New York
For eight years, Sacha Ingber juggled art-making with part-time work as a prop stylist on a Food Network cooking show. This might explain the recurring plates and utensils in her current exhibition “Two” (on view through May 9, 2026). The Hungry Caterpillar (2026), for instance, presents a table setting turned upright, strewn with napkins, and colored by a child’s whimsy. In Backgammon: Knives vs. Forks vs. Spoons (2026), flatware shapes supplant the triangles of a game board, while one of the table legs takes the form of a giant spoon.
Ingber’s culinary background might also explain why she likens the structure of her wall-hung slab sculptures (like The Hungry Caterpillar) to that of a frittata. Rather than eggs studded with potato or scattered with parsley, polyurethane resin is embedded with pieces of ceramic, metal, plaster, and other assorted objects. Some elements are placed in the clay mold before the resin is poured in, while others are sewn or attached after it is dry.
Just as Ingber’s life spans two countries—she grew up in Washington, DC, lives in New York, and regularly visits relatives in Brazil—her work straddles the worlds of old and new, combining natural and industrial materials, mixing handmade and mass-produced objects, blending rustic heritage with modern culture. Farewell Fazenda (2026), another resin slab piece, commemorates a family farmhouse outside Rio that fell into disrepair and was repossessed by the government. The work collects indoor and outdoor fragments of the residence and turns them into a frozen vista of the past, bisected by a red steel rod. Within a single frame, we see tin-cast parrots perching beneath blooms of weeping bottlebrush and a chair made of woven rattan—that ubiquitous material of life in the tropics—resting on a two-toned hardwood floor.
Another current that courses through Ingber’s work is feminine strength, often in tribute to women in her family. In Marzita & Lucia (2026), she re-creates garments worn by her maternal grandmother and grand-aunt (sisters who still live together in Brazil) and sets them into the pages of an open book. Intriguingly, the work presents three spines in parallel: two backbones peeking out from behind the clothing, with the spiral in between binding the pages of what could ostensibly be a family archive.
A spine offers strength through stillness, its stability supporting the freedom of other moving parts. In February Mortal Coil (2022), the spine of a calendar allows an earthly soul to withstand the frenzy of passing days. This same steadiness sustains a home in Subindo na montanha da mamãe (Climbing Mama’s Mountain, 2026). The earthen sculpture, with its womanly figure and undulating roof, alludes to Oscar Niemeyer’s Teatro Popular in Rio, an example of his “form follows feminine” approach to curvaceous architecture.
Through door and window openings, we glimpse two human spines rising side by side. If the first is Ingber’s, to whom does the second belong? The curatorial statement mentions the inspiration of pregnancy—Ingber’s son is now two—but perhaps the companion spine belongs to her mother, whose strength she inherited for her own maternal journey.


**Exercise objective:** From the first record below to the last, retype each one exactly.
-------- Given information --------
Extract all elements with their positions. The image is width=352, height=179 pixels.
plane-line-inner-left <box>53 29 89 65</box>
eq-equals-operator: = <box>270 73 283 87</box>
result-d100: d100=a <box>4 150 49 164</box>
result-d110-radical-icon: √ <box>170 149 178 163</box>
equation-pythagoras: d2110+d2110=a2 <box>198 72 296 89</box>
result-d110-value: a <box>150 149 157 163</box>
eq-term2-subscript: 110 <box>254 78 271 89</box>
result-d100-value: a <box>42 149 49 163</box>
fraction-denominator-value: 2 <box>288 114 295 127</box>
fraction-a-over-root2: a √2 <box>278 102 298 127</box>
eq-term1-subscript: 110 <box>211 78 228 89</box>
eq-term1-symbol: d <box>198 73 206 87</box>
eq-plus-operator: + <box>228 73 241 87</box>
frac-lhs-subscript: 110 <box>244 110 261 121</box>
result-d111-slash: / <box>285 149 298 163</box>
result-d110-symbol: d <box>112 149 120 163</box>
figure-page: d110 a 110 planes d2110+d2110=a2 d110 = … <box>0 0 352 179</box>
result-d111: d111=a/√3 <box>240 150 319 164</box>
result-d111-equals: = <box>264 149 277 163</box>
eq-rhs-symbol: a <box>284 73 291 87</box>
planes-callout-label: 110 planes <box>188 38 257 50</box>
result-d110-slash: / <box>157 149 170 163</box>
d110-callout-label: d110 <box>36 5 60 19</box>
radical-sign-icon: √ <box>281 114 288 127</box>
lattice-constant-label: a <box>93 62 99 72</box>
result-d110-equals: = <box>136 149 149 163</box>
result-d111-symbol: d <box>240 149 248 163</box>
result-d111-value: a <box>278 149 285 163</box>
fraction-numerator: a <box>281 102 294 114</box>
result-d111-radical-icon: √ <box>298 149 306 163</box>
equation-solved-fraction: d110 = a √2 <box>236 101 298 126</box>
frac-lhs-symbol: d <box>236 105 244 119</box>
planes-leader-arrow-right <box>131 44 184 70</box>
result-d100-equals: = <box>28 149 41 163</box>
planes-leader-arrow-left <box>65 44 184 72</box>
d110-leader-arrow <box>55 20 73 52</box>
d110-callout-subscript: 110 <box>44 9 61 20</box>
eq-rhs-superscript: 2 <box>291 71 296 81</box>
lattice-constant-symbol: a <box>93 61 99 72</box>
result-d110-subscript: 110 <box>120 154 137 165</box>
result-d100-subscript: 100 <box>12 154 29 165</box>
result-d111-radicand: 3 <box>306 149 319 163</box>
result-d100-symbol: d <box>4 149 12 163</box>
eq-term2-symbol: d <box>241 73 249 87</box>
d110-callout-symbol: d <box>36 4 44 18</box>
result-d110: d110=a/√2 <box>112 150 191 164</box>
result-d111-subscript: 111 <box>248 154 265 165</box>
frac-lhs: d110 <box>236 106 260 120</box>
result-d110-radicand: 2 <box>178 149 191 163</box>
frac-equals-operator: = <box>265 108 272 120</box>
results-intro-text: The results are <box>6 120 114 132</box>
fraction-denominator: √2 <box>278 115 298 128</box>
--------
**Output for this task:**
Extract all elements with their positions. The image is width=352, height=179 pixels.
plane-line-inner-left <box>53 29 89 65</box>
eq-equals-operator: = <box>270 73 283 87</box>
result-d100: d100=a <box>4 150 49 164</box>
result-d110-radical-icon: √ <box>170 149 178 163</box>
equation-pythagoras: d2110+d2110=a2 <box>198 72 296 89</box>
result-d110-value: a <box>150 149 157 163</box>
eq-term2-subscript: 110 <box>254 78 271 89</box>
result-d100-value: a <box>42 149 49 163</box>
fraction-denominator-value: 2 <box>288 114 295 127</box>
fraction-a-over-root2: a √2 <box>278 102 298 127</box>
eq-term1-subscript: 110 <box>211 78 228 89</box>
eq-term1-symbol: d <box>198 73 206 87</box>
eq-plus-operator: + <box>228 73 241 87</box>
frac-lhs-subscript: 110 <box>244 110 261 121</box>
result-d111-slash: / <box>285 149 298 163</box>
result-d110-symbol: d <box>112 149 120 163</box>
figure-page: d110 a 110 planes d2110+d2110=a2 d110 = … <box>0 0 352 179</box>
result-d111: d111=a/√3 <box>240 150 319 164</box>
result-d111-equals: = <box>264 149 277 163</box>
eq-rhs-symbol: a <box>284 73 291 87</box>
planes-callout-label: 110 planes <box>188 38 257 50</box>
result-d110-slash: / <box>157 149 170 163</box>
d110-callout-label: d110 <box>36 5 60 19</box>
radical-sign-icon: √ <box>281 114 288 127</box>
lattice-constant-label: a <box>93 62 99 72</box>
result-d110-equals: = <box>136 149 149 163</box>
result-d111-symbol: d <box>240 149 248 163</box>
result-d111-value: a <box>278 149 285 163</box>
fraction-numerator: a <box>281 102 294 114</box>
result-d111-radical-icon: √ <box>298 149 306 163</box>
equation-solved-fraction: d110 = a √2 <box>236 101 298 126</box>
frac-lhs-symbol: d <box>236 105 244 119</box>
planes-leader-arrow-right <box>131 44 184 70</box>
result-d100-equals: = <box>28 149 41 163</box>
planes-leader-arrow-left <box>65 44 184 72</box>
d110-leader-arrow <box>55 20 73 52</box>
d110-callout-subscript: 110 <box>44 9 61 20</box>
eq-rhs-superscript: 2 <box>291 71 296 81</box>
lattice-constant-symbol: a <box>93 61 99 72</box>
result-d110-subscript: 110 <box>120 154 137 165</box>
result-d100-subscript: 100 <box>12 154 29 165</box>
result-d111-radicand: 3 <box>306 149 319 163</box>
result-d100-symbol: d <box>4 149 12 163</box>
eq-term2-symbol: d <box>241 73 249 87</box>
d110-callout-symbol: d <box>36 4 44 18</box>
result-d110: d110=a/√2 <box>112 150 191 164</box>
result-d111-subscript: 111 <box>248 154 265 165</box>
frac-lhs: d110 <box>236 106 260 120</box>
result-d110-radicand: 2 <box>178 149 191 163</box>
frac-equals-operator: = <box>265 108 272 120</box>
results-intro-text: The results are <box>6 120 114 132</box>
fraction-denominator: √2 <box>278 115 298 128</box>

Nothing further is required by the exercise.